Fortunately, Revkin is filling in. In addition to the problems of balance and whiplash reporting in climate journalism, he has explored the dilemma of selective coverage. Last year, for example, two studies came to opposite conclusions about warming’s effect on hurricanes. The one which predicted a big effect got much more media coverage than the one that predicted a minimal effect, even though the former appeared in a journal much more obscure than the other.

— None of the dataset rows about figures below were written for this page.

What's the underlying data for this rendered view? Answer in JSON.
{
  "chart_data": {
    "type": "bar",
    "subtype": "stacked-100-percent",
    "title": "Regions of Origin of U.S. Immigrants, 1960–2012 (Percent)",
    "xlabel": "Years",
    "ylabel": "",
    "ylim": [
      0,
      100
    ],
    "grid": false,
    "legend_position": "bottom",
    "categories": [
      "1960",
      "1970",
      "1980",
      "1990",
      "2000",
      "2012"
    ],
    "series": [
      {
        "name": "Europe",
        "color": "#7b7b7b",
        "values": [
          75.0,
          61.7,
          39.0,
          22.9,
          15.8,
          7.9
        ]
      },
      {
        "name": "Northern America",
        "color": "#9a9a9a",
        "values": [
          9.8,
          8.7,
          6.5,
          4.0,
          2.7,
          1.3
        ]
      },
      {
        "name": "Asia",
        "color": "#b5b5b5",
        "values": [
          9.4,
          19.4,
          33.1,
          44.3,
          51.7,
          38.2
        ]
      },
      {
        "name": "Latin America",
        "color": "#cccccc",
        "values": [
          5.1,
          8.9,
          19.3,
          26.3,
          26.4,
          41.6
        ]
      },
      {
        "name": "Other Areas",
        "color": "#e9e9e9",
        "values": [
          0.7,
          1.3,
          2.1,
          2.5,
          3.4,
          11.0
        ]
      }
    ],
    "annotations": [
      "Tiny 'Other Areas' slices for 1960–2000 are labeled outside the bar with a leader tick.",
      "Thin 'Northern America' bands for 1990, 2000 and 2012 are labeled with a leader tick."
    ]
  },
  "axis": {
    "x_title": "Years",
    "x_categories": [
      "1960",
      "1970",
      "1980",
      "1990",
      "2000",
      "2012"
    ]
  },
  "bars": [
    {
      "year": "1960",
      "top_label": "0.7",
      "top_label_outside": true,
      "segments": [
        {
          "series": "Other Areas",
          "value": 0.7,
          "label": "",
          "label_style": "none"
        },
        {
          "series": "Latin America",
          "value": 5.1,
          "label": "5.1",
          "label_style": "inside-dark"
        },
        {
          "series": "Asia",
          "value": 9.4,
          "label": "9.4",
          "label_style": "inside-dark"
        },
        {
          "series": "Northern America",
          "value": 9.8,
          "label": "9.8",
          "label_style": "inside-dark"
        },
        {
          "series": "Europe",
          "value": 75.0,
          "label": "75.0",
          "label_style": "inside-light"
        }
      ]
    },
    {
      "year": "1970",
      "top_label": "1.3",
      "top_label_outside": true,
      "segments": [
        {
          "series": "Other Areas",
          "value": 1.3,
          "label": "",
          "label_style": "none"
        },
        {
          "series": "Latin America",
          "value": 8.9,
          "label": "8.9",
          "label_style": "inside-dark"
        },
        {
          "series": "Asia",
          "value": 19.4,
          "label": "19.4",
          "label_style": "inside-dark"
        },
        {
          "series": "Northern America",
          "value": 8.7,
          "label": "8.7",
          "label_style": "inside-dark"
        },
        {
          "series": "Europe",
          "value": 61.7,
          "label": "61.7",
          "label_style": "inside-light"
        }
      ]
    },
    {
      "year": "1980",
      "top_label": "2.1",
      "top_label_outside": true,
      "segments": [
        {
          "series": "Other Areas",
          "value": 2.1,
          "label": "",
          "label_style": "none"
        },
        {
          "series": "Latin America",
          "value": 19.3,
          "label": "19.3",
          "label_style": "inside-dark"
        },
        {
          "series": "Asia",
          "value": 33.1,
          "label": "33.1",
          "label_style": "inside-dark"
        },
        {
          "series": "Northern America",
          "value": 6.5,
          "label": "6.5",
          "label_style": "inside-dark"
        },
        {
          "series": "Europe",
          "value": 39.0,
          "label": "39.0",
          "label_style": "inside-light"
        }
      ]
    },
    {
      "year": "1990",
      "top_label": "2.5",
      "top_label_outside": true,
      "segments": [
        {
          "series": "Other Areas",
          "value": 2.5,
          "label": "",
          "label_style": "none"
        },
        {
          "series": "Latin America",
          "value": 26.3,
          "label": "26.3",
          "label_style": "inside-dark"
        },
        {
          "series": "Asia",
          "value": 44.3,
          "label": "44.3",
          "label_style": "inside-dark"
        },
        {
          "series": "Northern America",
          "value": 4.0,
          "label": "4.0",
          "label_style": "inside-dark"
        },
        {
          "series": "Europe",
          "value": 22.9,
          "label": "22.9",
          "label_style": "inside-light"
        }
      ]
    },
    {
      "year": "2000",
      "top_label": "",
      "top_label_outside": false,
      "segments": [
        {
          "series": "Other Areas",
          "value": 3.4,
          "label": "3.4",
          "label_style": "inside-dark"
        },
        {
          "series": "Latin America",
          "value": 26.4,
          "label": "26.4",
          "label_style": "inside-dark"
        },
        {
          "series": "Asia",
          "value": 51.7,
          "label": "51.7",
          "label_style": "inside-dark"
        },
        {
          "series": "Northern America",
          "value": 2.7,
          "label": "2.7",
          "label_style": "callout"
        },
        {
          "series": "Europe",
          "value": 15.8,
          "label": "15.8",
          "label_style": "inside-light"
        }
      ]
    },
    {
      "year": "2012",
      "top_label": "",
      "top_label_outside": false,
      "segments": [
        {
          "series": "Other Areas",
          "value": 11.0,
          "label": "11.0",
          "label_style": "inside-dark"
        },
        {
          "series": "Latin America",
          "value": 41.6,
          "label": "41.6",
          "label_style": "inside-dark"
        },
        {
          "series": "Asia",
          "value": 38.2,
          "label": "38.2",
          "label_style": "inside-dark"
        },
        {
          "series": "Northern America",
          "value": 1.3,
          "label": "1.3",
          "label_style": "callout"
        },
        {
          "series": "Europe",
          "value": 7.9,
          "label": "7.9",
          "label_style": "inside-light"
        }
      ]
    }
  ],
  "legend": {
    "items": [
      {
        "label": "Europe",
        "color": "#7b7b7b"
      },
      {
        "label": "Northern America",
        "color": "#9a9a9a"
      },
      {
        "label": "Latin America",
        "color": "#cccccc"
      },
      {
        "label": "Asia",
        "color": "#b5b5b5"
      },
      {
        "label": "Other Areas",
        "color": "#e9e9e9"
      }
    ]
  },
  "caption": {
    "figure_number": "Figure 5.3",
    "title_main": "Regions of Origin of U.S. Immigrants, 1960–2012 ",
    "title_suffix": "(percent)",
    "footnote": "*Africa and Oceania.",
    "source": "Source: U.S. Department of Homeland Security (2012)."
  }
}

Revkin reasoned on Dot Earth that:

There are a variety of reasons that the media tend to pay outsize attention to research developments that support a “hot” conclusion (like the theory that hurricanes have already been intensified by human-caused global warming) and glaze over on research of equivalent quality that does not.

The main one, to my mind, is an institutional eagerness to sift for and amplify what editors here at The Times sometimes call “the front-page thought.” This is only natural, but in coverage of science it can skew what you read toward the more calamitous side of things. It’s usually not agenda-driven, as some conservative commentators charge. It’s just a deeply ingrained habit.

Many of the problems with climate reporting have been exacerbated by the decline of specialized reporting at newspapers and the cacophony of the blogosphere, according to Revkin. In particular, blogs “amplify” the general trend in whiplash coverage, as well as the most extreme positions and arguments revolving around global warming. This matters, he says, because climate has already become heavily politicized and the public will need to act before all the related scientific uncertainties can be resolved or even reduced.

“It goes beyond the press,” Revkin said. “Human nature is the biggest unexamined part of this climate story. In fact, I asked the IPCC people why there hasn’t been a component of Intergovernmental Panel on Climate Change reports on the sociology of the issue — in other words, how people absorb this kind of risk and act on it … But I think people are catching up with the reality of that – that the soft science on this matters almost more than the hard science.”

Fortunately, Revkin is not alone in his attempts to improve climate journalism. Readers may not find many stories like his in print, but online sources of science-oriented media analysis have proliferated. In addition to The Observatory, useful Web sites include the Knight Science Journalism Tracker, the Yale Climate & Media Forum, and Framing Science.